Lol when you “hit the nail on the head”, you’ve hit it square on (ie, perfectly). So I do agree with you! (About at least some Telegraph readers…although I always look up the ‘Matt’ cartoon in it so I don’t know what it says about me!).
I think what you say about newspapers is even more the case online…everyone not unnaturally likes to seek out comfort in people who express the same thoughts that they do. (That might unfortunately explain Donald Trump’s bemusing popularity!). Newspapers and particularly websites that deal with news or opinion - even this one sometimes - have ever more degenerated into haranguing matches of one side, convinced it is utterly right, pitting itself against another side, equally convinced. The lack of civil discourse means compromise is seen as an inherently weak thing, and so avoided. While it is a process that started before the internet was so widely available and used, I think it has very much exacerbated the problem. Not to sound pessimistic (I am very much one with a positive outlook generally), but if Western civilisation does crumble away it will not be because radical Islamists have triumphed or gay marriage has led to an unsustainable low birthrate or we’ve sunk into an economic morass or even that we’ve been annihilated in a nuclear war: it will be because we are no longer capable of taking as societies rational decisions based on broad compromise, because anything other than an absolutist solution is seen as anathema.
But I digress…
While I agree with you, I do think also that any Christianity that is not a broad, liberal-ish Anglicanism of (as you said in jest) choral evensong, Nine Lessons & Carols on Christmas Eve and warmhearted exhortive sermons on Sundays followed by tea and/or a pleasant pub lunch, is seen as a little disconcerting in England (and the “friendly equivilents” in other denominations, of course). To be too “stridently” Christian, of any denomination, just isn’t on. I think it is not that Christianity is frowned upon at all, but to show you take it so seriously that it’s the only thing in your life (even as a clergyman), is regarded as a little bit weird. If for instance my spiritual director and I only talked about Our Lady and not the latest England test match scores, I would start to be a little alarmed…
Christians aren’t silenced in Britain, but to be too enthusiastic about it is frowned upon as breaking very long-held social conventions!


Problem description:
Your task is to copy every line of the entries that holds the word "shape".

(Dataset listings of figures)
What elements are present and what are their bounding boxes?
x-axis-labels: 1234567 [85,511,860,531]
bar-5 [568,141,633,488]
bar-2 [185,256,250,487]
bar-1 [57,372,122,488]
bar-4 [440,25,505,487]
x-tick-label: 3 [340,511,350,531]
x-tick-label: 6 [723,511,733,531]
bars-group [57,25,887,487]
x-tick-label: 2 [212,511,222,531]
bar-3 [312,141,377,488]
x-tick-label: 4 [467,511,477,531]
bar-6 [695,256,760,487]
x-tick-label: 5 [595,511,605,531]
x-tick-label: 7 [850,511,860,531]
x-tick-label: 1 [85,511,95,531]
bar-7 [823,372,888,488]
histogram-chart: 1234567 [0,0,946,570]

--

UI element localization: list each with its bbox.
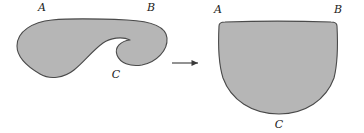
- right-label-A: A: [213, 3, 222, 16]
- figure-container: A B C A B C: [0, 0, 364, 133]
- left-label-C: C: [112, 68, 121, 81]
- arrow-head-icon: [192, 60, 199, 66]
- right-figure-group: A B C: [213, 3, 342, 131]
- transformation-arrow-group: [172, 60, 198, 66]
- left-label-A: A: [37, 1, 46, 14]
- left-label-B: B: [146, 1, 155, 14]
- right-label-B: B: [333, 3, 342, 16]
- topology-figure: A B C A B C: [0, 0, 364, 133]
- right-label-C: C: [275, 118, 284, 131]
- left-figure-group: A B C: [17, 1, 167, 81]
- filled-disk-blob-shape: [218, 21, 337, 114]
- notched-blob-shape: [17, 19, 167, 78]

Answer to the exercise:
- filled-disk-blob-shape: [218, 21, 337, 114]
- notched-blob-shape: [17, 19, 167, 78]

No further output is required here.